Yeah he took it from Bagwell, and adapted it, but in general there was a whole discussion way back in the day (~2012) questioning how creating this much garbage by boxing and throw away collections could ever be fast. Datomic is another example: making an immutable DB is a dumb idea right? Well what if storage was super cheap, and almost free? Well then maybe it's not such a bad idea.
So a lot of the Clojure community is based on this idea of taking ideas from way back in the 70's and saying "Well everything has changed, what works now that didn't then"
That’s super interesting and makes sense - even with persistence of trunks and branches there will be leaves to throw away / GC. Thanks for explaining!
> People would ask "isn't immutable data expensive to reclaim and allocate". And his reply was always that the JVM's GC was just that good that the benefits to be gained from immutable data outweighed the marginal performance penalty of the amount of garbage collected. What changed since the old lisp days? Well we now have GCs that are super fast and JITs that can optimize dynamic code well.
It's a little odd to see this deeply mistaken belief dating back to the early Java days being advocated for today. GCs are very constrained by the tradeoffs they make, there's no free lunch.
Much in the way an F1 car is only fast on a race track specifically made for it, the only reason a massive rate of allocations can have a merely marginal performance penalty is if the GCs in question have been specifically designed to handle it.
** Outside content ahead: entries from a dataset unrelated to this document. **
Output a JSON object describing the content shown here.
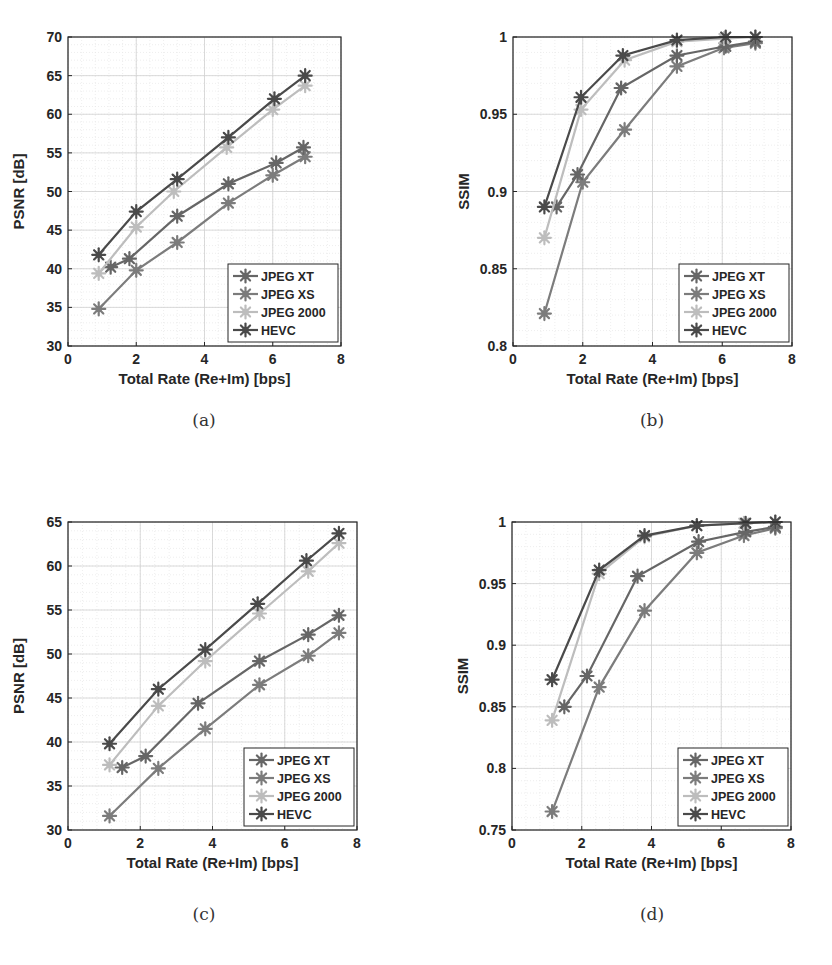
{
  "figure": {
    "captions": [
      "(a)",
      "(b)",
      "(c)",
      "(d)"
    ]
  },
  "legend": [
    "JPEG XT",
    "JPEG XS",
    "JPEG 2000",
    "HEVC"
  ],
  "series_colors": {
    "JPEG XT": "#666666",
    "JPEG XS": "#7c7c7c",
    "JPEG 2000": "#bdbdbd",
    "HEVC": "#4a4a4a"
  },
  "chart_data": [
    {
      "id": "a",
      "type": "line",
      "title": "",
      "xlabel": "Total Rate (Re+Im) [bps]",
      "ylabel": "PSNR [dB]",
      "xlim": [
        0,
        8
      ],
      "ylim": [
        30,
        70
      ],
      "xticks": [
        0,
        2,
        4,
        6,
        8
      ],
      "yticks": [
        30,
        35,
        40,
        45,
        50,
        55,
        60,
        65,
        70
      ],
      "grid": true,
      "legend_position": "lower right",
      "series": [
        {
          "name": "JPEG XT",
          "x": [
            1.25,
            1.8,
            3.2,
            4.7,
            6.1,
            6.9
          ],
          "y": [
            40.2,
            41.3,
            46.8,
            51.0,
            53.7,
            55.7
          ]
        },
        {
          "name": "JPEG XS",
          "x": [
            0.9,
            2.0,
            3.2,
            4.7,
            6.0,
            6.95
          ],
          "y": [
            34.8,
            39.8,
            43.4,
            48.5,
            52.1,
            54.5
          ]
        },
        {
          "name": "JPEG 2000",
          "x": [
            0.9,
            2.0,
            3.1,
            4.65,
            6.0,
            6.95
          ],
          "y": [
            39.4,
            45.4,
            50.0,
            55.7,
            60.6,
            63.7
          ]
        },
        {
          "name": "HEVC",
          "x": [
            0.9,
            2.0,
            3.2,
            4.7,
            6.05,
            6.95
          ],
          "y": [
            41.8,
            47.4,
            51.6,
            57.0,
            62.0,
            65.0
          ]
        }
      ]
    },
    {
      "id": "b",
      "type": "line",
      "title": "",
      "xlabel": "Total Rate (Re+Im) [bps]",
      "ylabel": "SSIM",
      "xlim": [
        0,
        8
      ],
      "ylim": [
        0.8,
        1
      ],
      "xticks": [
        0,
        2,
        4,
        6,
        8
      ],
      "yticks": [
        0.8,
        0.85,
        0.9,
        0.95,
        1
      ],
      "grid": true,
      "legend_position": "lower right",
      "series": [
        {
          "name": "JPEG XT",
          "x": [
            1.25,
            1.85,
            3.1,
            4.7,
            6.1,
            6.95
          ],
          "y": [
            0.89,
            0.911,
            0.967,
            0.988,
            0.994,
            0.997
          ]
        },
        {
          "name": "JPEG XS",
          "x": [
            0.9,
            2.0,
            3.2,
            4.7,
            6.05,
            6.95
          ],
          "y": [
            0.821,
            0.906,
            0.94,
            0.981,
            0.993,
            0.996
          ]
        },
        {
          "name": "JPEG 2000",
          "x": [
            0.9,
            1.95,
            3.2,
            4.7,
            6.05,
            6.95
          ],
          "y": [
            0.87,
            0.953,
            0.985,
            0.997,
            0.999,
            1.0
          ]
        },
        {
          "name": "HEVC",
          "x": [
            0.9,
            1.95,
            3.15,
            4.7,
            6.1,
            6.95
          ],
          "y": [
            0.89,
            0.961,
            0.988,
            0.998,
            1.0,
            1.0
          ]
        }
      ]
    },
    {
      "id": "c",
      "type": "line",
      "title": "",
      "xlabel": "Total Rate (Re+Im) [bps]",
      "ylabel": "PSNR [dB]",
      "xlim": [
        0,
        8
      ],
      "ylim": [
        30,
        65
      ],
      "xticks": [
        0,
        2,
        4,
        6,
        8
      ],
      "yticks": [
        30,
        35,
        40,
        45,
        50,
        55,
        60,
        65
      ],
      "grid": true,
      "legend_position": "lower right",
      "series": [
        {
          "name": "JPEG XT",
          "x": [
            1.5,
            2.15,
            3.6,
            5.3,
            6.65,
            7.5
          ],
          "y": [
            37.1,
            38.4,
            44.4,
            49.2,
            52.2,
            54.4
          ]
        },
        {
          "name": "JPEG XS",
          "x": [
            1.15,
            2.5,
            3.8,
            5.3,
            6.65,
            7.5
          ],
          "y": [
            31.6,
            37.0,
            41.5,
            46.5,
            49.8,
            52.4
          ]
        },
        {
          "name": "JPEG 2000",
          "x": [
            1.15,
            2.5,
            3.8,
            5.3,
            6.65,
            7.5
          ],
          "y": [
            37.4,
            44.1,
            49.2,
            54.6,
            59.4,
            62.6
          ]
        },
        {
          "name": "HEVC",
          "x": [
            1.15,
            2.5,
            3.8,
            5.25,
            6.6,
            7.5
          ],
          "y": [
            39.8,
            46.0,
            50.5,
            55.7,
            60.6,
            63.7
          ]
        }
      ]
    },
    {
      "id": "d",
      "type": "line",
      "title": "",
      "xlabel": "Total Rate (Re+Im) [bps]",
      "ylabel": "SSIM",
      "xlim": [
        0,
        8
      ],
      "ylim": [
        0.75,
        1
      ],
      "xticks": [
        0,
        2,
        4,
        6,
        8
      ],
      "yticks": [
        0.75,
        0.8,
        0.85,
        0.9,
        0.95,
        1
      ],
      "grid": true,
      "legend_position": "lower right",
      "series": [
        {
          "name": "JPEG XT",
          "x": [
            1.5,
            2.15,
            3.6,
            5.35,
            6.7,
            7.55
          ],
          "y": [
            0.85,
            0.875,
            0.956,
            0.984,
            0.992,
            0.996
          ]
        },
        {
          "name": "JPEG XS",
          "x": [
            1.15,
            2.5,
            3.8,
            5.3,
            6.65,
            7.55
          ],
          "y": [
            0.765,
            0.866,
            0.928,
            0.975,
            0.989,
            0.995
          ]
        },
        {
          "name": "JPEG 2000",
          "x": [
            1.15,
            2.5,
            3.8,
            5.3,
            6.65,
            7.55
          ],
          "y": [
            0.839,
            0.958,
            0.988,
            0.997,
            0.999,
            1.0
          ]
        },
        {
          "name": "HEVC",
          "x": [
            1.15,
            2.5,
            3.8,
            5.3,
            6.7,
            7.55
          ],
          "y": [
            0.872,
            0.961,
            0.989,
            0.997,
            0.999,
            1.0
          ]
        }
      ]
    }
  ]
}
But in doing so, they must have made sacrifices elsewhere, e.g. to memory usage.
Code that's not written with the underlying machine that will ultimately execute it in mind will never be fast, no matter how much we jiggle tradeoffs around. Therefore, while the gains of immutable structures may still outweigh the performance loss, the loss cannot possibly be characterized as marginal.
Oh for sure, it's a bit wonky on the JVM due to the lack of tail calls, but that sort of thing can be done via full-stack bytecode transformation.
But these people are doing this in Clojure, which is quite removed from the JVM bytecode, and talking about how it solves so many distributed problems, which I just don't see happening.
If you look at redplanetlabs github repo, there's a ton of low level manipulation of 'JVM bytecode assembly language', e.g. https://github.com/redplanetlabs/defexception/blob/master/sr..., for projects that aren't even compilers, one would assume their "compiler" does this even more so.
The thing i want to know is how is this company funded? What puts food on the table? Or is it just living off personal wealth? Or is it investor funded, in which case, how come the investors are not clamering for a return on investment?
We're funded by top investors including Initialized, Naval Ravikant, and Max Levchin. They've seen firsthand what we're building and understand both how hard it is and how valuable it will be.